By Geoff Fein
As the Navy and Congress discuss the potential for moving defense contractors to fixed price contracts, all sides need to really examine the risks associated with programs to make procurement efforts more cost effective, according to a Northrop Grumman [NOC] official.
The current environment considers any sort of cost increase an overrun and bad performance, Mike Petters, president of Northrop Grumman Shipbuilding, told Defense Daily last week.
To stop that from happening, the Navy says it is going to make the effort a fixed price type contract, thus preventing industry from coming back later if they are overwhelmed, he said.
“That, at the surface, is what is going on. What really happens, though, is that you come through these contract types, and contract types are secondary to the discussion about how we are going to allocate risk on a program,” Petters said.
“If you have a program that is very mature in series production, you know what you’re doing, the customer knows what you’re doing, you have a mature team and a mature product, you can go to fixed price and that’s good for the customer and good for the company, too,” he said. “I am not afraid of fixed price contracts.”
But if the program is a developmental project with unknown risks and there is an attempt to make it a fixed price contract, no one can blame the contractor if he says it is going to be expensive, Petters said.
“If you are going to put all the risk on me for a product I do not understand the risk register on, you can’t blame me if I tell you the price is pretty high,” he added. “That’s the nature of the beast.”
What the Navy and industry really ought to be discussing is not what the contract type is, Petters said, but how mature is the product, how well is the risk understood. “If we really understand the risk register, then we can move to a fixed price environment.
“If we don’t understand the risk register, then it might be more cost effective to keep it in a cost type [environment] because I can guarantee you, if you put me in an environment where the risk register is undefined and you are going to force me to take a fixed price [type contract], I guarantee you, you will spend more money,” he added. “Because I would push that [cost] all the way up on the front end.”
If the Navy and industry do a cost type contract and share that risk, at the end of the day, the customer is only going to pay for what is done, Petters said. “So the discussion of the risk is what we really ought to be talking about.”
The real challenge, he noted, is that there is a budget process that feels fixed price.
“If you go through this process, it’s all about how much budget is there and what are the expenses against that budget,” Petters said. “But we look at our business from an investment return perspective. How much am I going to invest in this product and how much return am I going to get out of it?”
The acquisition community has to bridge having a fixed price budget environment and a risk sharing, investment return, acquisition environment, Petters said. “I think one of the things that is missing is that we–all of us–don’t do a very good job of communicating back to the taxpayers what risks there are.
“We take on a project that’s fraught with technological risk and both the company and the government decided that because there is so much risk in this project we are going to go down a cost type contract. So we sign a cost contract for the budget,” Petters said. “When we have done that, we’ve said here is how much risk we have got and if we retire all that risk, we will come in under budget.”
So now industry begins working on the project and is able to retire 80 percent, 90 percent of the risk, he said. “We invent stuff to get us to the finish line there. We retire 90 percent of the risk. We [then] have to go back to the taxpayers and say ‘you know what, we have to share the other 10 percent…’ and we are bums.”
That’s why industry and the customer have to do a better job of explaining how much risk there is in this program as it goes forward, Petters added.
“Now the challenge is, in our environment today, if you say you have a program that’s got a little bit of risk in it, suddenly the desire to participate in that program diminishes,” he said. “There has to be a level of maturity that says, ‘we can have a mature conversation about here is where we think the risks are, here is where we think the challenges are.’ We need to communicate that, so when the taxpayers agree to commit national resources to this project they understand there is a risk sharing element to it.”
The contract type, whether cost plus or fixed price, will come out of those discussions, Petters added.
“But the real discussion has to be, ‘what are we really signing up for, how many things do we have to accomplish to get this done; is it okay if you get eight out of 10?’ The environment we’ve been in with all the lead ships we have under construction, the environment we have been in is, if you don’t retire 100 percent of your risk, 100 [percent] successfully, you guys are bums.”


§ Work request
Wherever a line in the records contains the word "Africa", return that line.

▶

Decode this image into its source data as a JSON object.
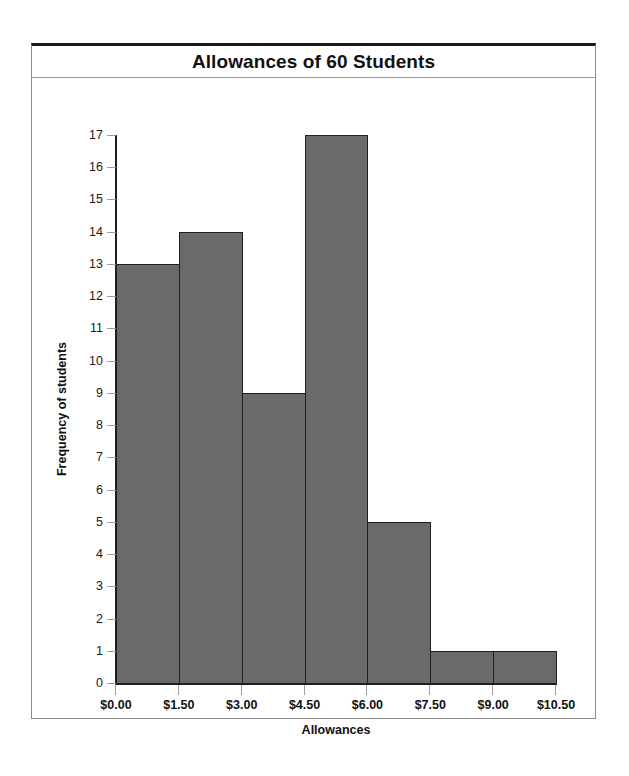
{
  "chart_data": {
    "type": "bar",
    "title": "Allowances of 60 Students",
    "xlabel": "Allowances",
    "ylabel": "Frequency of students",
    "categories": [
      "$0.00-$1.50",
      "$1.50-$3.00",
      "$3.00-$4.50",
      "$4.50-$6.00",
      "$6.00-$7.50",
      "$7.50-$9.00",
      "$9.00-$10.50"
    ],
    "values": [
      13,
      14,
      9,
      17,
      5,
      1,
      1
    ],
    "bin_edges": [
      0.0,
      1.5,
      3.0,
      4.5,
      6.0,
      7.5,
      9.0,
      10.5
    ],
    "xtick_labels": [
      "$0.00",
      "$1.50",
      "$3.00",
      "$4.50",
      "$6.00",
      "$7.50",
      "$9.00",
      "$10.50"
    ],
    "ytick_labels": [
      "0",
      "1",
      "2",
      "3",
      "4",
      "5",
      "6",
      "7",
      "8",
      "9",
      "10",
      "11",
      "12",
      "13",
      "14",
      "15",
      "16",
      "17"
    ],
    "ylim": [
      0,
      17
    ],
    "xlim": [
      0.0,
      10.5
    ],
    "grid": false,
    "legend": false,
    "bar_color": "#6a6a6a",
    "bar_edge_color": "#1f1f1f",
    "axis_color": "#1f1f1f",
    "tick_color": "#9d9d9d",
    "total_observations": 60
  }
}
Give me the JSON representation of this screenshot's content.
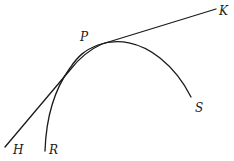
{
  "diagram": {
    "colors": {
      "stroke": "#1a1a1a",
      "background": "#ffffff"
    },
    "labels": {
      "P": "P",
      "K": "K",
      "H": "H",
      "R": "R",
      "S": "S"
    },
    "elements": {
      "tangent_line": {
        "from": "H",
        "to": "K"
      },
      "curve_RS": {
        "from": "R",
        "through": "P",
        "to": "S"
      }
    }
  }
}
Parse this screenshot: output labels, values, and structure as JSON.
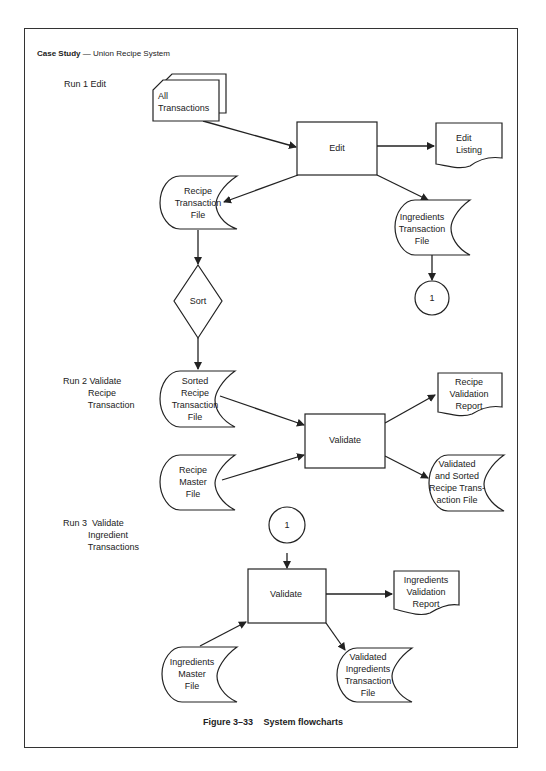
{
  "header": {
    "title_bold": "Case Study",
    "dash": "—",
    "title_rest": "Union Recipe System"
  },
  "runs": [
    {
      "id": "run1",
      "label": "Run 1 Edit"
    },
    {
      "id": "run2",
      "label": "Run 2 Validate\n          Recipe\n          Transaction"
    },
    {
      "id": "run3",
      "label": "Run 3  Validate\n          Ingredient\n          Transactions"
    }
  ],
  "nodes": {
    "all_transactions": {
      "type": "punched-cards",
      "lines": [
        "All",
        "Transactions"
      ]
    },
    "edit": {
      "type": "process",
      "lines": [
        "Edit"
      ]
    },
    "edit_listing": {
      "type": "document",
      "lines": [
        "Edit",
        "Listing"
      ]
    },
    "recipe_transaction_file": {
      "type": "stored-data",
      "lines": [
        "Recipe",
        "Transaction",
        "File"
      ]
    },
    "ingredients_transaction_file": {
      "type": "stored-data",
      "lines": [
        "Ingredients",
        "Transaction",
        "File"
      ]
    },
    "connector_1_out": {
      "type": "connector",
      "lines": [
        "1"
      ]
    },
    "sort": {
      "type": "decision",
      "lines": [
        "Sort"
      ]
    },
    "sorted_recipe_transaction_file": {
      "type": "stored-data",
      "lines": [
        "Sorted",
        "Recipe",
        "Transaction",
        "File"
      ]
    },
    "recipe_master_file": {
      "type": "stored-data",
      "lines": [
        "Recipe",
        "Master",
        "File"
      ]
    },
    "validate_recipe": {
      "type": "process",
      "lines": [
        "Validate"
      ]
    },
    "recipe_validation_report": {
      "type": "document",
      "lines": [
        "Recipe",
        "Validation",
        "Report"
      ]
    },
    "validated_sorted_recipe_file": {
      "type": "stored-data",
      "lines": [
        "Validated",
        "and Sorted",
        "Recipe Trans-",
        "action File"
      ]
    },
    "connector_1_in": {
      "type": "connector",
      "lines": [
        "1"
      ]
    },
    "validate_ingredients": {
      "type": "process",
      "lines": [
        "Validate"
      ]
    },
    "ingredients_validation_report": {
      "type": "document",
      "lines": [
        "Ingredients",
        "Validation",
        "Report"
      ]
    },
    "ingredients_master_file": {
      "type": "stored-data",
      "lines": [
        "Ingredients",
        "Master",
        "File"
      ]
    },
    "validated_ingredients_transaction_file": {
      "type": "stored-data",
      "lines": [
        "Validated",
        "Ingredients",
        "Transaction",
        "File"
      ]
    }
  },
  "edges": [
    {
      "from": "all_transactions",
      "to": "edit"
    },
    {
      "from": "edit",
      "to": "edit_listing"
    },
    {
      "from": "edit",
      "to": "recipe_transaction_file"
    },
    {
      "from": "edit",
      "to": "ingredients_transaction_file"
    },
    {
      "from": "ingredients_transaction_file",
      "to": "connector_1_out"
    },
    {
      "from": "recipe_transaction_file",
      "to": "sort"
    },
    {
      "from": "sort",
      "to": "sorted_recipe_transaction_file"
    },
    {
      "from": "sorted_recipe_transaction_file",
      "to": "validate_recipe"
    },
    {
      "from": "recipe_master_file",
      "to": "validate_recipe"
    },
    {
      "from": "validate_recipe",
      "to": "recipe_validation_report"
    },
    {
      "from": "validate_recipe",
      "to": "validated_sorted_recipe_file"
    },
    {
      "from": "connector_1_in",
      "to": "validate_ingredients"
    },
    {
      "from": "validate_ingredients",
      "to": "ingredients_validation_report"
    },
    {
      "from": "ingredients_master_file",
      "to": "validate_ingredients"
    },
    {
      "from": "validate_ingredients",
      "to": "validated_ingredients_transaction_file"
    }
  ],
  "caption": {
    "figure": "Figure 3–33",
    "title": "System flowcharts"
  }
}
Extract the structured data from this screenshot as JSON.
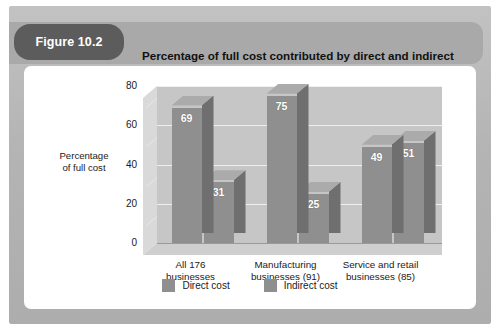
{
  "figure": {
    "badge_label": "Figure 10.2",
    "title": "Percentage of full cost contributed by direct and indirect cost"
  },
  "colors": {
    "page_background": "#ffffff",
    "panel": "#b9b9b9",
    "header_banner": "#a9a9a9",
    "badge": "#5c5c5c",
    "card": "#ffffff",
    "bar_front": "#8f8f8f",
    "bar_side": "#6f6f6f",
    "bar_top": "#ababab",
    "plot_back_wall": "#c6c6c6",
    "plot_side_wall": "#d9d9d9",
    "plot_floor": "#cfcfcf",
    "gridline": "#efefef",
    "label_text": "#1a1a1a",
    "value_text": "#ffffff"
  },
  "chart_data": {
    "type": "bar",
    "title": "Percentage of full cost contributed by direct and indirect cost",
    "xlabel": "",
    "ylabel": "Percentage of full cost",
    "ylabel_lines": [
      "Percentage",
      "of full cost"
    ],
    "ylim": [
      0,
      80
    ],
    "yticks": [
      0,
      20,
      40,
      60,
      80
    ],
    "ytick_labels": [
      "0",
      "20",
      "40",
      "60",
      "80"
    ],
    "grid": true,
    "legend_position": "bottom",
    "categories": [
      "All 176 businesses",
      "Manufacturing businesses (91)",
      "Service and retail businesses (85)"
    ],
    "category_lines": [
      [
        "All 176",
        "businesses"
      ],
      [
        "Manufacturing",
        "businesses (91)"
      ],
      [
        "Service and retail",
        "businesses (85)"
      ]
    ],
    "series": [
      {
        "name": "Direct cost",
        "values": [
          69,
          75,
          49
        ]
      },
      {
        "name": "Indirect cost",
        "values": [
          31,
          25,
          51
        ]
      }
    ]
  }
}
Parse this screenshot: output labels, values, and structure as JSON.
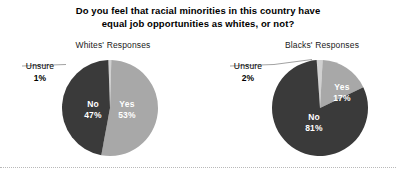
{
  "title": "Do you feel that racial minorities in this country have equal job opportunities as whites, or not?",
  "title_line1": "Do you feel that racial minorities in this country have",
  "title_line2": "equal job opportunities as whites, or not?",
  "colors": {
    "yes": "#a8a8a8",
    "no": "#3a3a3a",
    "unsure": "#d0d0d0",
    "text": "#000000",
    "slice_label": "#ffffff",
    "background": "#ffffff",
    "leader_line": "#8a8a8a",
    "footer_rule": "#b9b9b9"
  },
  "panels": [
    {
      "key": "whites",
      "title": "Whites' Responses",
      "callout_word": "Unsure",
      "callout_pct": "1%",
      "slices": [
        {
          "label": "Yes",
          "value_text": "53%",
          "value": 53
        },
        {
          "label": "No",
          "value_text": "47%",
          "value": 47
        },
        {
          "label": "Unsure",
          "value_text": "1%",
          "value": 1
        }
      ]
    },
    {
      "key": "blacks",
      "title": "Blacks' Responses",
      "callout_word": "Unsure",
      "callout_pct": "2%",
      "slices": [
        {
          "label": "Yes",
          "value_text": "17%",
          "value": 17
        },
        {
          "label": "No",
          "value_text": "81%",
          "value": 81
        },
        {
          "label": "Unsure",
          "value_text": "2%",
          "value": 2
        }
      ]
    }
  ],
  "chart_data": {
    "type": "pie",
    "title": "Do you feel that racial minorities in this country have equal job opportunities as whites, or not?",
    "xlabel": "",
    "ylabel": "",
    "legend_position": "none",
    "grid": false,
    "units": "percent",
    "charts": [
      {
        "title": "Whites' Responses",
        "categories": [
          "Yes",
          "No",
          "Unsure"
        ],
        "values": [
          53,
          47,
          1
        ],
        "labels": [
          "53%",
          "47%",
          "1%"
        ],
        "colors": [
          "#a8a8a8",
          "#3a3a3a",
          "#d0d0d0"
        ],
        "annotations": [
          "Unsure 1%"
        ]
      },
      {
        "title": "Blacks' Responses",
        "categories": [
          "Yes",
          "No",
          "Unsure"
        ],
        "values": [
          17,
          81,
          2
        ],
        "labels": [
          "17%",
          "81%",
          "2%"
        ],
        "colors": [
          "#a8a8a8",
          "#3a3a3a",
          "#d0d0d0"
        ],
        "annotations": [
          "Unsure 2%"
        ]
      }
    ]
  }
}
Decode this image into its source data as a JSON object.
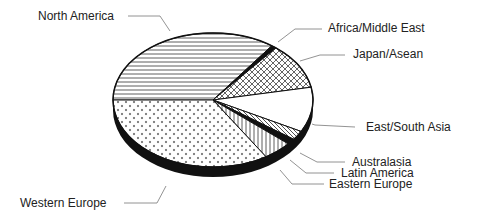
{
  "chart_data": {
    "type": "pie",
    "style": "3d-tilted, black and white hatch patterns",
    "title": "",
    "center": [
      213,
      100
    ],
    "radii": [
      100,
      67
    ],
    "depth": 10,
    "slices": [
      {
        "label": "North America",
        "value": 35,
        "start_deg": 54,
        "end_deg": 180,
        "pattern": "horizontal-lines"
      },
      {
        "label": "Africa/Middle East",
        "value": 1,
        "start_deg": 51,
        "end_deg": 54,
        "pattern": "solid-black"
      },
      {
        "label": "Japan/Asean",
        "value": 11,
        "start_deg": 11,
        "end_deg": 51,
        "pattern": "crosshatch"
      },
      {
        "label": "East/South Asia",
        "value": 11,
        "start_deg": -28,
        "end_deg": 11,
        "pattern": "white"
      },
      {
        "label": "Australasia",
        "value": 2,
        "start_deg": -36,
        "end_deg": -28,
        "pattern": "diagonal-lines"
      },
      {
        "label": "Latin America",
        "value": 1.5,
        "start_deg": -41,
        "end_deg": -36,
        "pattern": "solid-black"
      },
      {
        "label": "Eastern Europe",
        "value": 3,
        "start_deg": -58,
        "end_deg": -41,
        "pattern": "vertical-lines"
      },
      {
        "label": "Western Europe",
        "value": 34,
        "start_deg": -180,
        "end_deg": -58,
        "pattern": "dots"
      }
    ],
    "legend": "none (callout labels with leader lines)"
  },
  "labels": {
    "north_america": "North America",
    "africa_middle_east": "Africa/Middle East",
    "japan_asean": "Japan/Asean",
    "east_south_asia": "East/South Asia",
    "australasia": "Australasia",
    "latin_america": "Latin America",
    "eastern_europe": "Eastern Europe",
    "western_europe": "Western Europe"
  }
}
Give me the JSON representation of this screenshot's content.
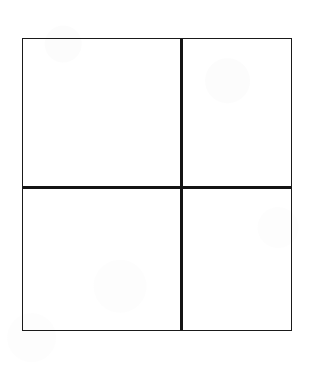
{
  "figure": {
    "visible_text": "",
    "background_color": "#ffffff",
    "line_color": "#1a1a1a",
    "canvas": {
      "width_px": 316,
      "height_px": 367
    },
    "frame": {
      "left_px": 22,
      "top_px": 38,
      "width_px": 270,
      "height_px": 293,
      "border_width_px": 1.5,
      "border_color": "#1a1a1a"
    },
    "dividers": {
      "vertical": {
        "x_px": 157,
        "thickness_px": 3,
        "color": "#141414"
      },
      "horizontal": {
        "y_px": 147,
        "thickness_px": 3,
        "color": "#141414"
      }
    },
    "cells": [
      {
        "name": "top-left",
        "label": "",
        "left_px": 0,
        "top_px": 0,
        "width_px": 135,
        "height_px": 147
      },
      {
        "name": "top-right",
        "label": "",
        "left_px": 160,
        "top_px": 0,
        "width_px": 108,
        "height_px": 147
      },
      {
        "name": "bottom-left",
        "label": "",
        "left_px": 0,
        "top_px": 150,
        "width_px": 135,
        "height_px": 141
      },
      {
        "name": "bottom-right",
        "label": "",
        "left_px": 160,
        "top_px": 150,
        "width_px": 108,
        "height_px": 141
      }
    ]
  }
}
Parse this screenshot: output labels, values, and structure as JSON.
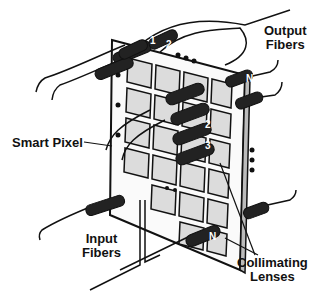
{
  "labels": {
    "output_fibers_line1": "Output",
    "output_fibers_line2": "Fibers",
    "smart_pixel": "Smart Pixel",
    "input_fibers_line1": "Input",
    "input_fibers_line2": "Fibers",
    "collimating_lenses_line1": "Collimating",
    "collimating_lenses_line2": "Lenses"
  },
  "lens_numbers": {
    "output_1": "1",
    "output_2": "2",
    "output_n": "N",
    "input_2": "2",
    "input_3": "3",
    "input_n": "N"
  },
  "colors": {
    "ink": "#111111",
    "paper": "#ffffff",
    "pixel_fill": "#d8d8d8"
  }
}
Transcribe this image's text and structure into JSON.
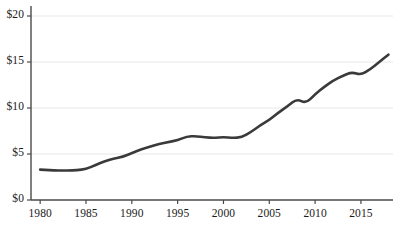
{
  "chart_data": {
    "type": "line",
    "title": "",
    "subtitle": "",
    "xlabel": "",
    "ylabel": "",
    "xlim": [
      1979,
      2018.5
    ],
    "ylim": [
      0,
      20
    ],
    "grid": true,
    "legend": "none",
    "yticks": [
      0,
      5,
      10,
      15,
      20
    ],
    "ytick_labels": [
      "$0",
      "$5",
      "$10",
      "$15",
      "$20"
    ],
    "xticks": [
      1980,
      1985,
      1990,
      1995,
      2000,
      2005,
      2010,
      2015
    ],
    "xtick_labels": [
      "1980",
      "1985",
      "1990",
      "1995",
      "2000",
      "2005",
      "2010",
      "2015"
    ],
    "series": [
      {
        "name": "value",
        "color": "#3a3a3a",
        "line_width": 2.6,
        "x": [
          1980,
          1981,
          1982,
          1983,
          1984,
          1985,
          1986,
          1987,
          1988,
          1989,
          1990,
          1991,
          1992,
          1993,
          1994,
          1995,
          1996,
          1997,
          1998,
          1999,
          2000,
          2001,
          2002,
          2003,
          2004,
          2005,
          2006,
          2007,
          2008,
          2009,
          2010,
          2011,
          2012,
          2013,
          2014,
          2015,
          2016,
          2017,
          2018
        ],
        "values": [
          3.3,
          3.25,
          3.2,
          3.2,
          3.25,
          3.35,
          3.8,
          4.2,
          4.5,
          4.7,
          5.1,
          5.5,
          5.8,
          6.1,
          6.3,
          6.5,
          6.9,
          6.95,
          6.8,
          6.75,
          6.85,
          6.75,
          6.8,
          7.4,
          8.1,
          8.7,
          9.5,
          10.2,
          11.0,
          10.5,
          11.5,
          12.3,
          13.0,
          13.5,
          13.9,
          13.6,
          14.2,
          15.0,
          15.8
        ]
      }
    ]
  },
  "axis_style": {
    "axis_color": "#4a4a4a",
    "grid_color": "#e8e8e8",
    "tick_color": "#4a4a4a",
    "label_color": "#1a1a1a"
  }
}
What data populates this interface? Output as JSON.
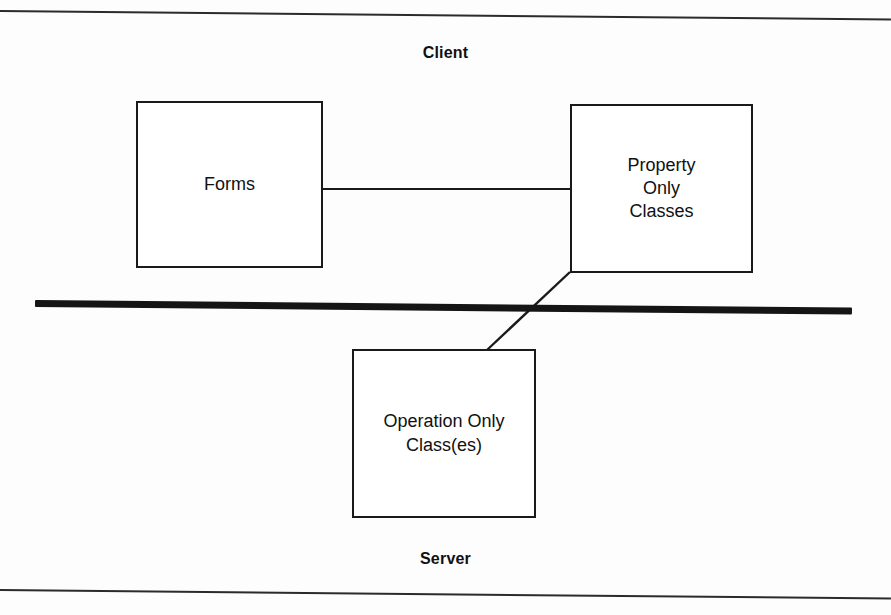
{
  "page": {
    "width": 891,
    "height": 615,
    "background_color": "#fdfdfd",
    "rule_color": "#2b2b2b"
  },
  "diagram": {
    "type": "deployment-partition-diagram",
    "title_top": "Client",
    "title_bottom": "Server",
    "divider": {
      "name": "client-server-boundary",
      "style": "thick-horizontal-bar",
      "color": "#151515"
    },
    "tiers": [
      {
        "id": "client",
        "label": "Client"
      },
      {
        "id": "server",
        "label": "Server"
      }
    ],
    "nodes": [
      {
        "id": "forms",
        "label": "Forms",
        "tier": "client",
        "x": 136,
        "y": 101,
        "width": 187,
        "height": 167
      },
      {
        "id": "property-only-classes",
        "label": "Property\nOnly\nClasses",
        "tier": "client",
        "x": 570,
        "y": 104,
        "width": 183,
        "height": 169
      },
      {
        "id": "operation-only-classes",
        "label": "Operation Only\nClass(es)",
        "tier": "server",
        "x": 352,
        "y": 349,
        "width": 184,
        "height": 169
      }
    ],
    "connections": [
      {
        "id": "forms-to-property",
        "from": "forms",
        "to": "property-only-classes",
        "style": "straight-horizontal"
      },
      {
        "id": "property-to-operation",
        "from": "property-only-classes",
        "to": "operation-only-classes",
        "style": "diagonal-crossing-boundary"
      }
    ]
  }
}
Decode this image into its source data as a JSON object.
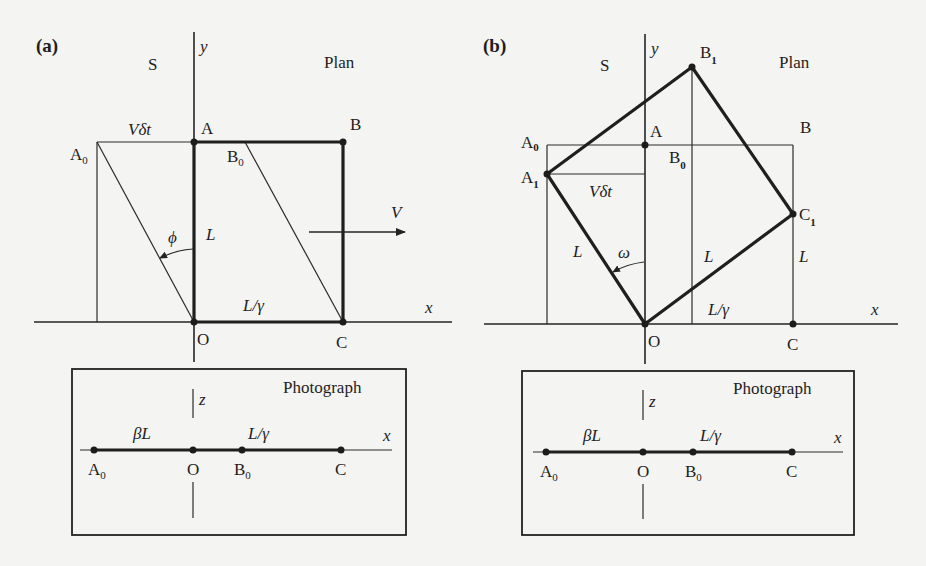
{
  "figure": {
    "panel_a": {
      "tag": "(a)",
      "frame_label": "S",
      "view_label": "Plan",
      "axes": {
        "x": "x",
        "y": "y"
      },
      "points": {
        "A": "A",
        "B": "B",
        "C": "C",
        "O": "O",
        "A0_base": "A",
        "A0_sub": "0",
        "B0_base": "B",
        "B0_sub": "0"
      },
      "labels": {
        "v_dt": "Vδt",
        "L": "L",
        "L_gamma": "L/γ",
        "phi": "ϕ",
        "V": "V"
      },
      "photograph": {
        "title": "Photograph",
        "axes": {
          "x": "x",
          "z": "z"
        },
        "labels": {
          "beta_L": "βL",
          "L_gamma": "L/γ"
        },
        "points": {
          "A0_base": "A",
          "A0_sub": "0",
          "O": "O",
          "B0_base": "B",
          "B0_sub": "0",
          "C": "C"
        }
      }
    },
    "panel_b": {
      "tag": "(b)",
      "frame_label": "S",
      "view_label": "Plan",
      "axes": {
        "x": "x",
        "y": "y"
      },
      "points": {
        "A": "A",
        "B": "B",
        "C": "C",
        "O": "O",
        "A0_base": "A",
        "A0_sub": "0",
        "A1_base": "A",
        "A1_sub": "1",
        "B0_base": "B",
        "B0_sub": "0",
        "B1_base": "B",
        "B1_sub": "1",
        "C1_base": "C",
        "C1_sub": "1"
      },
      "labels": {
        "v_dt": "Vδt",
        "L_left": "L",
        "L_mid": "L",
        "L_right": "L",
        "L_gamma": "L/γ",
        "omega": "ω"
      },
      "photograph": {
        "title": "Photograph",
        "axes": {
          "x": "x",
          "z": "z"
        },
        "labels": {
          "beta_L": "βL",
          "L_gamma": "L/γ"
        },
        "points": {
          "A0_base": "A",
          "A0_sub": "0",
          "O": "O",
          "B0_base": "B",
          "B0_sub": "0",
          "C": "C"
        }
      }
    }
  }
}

◀

§ Response area
        "label": "Africa/Middle East",
    "africa_middle_east": "Africa/Middle East",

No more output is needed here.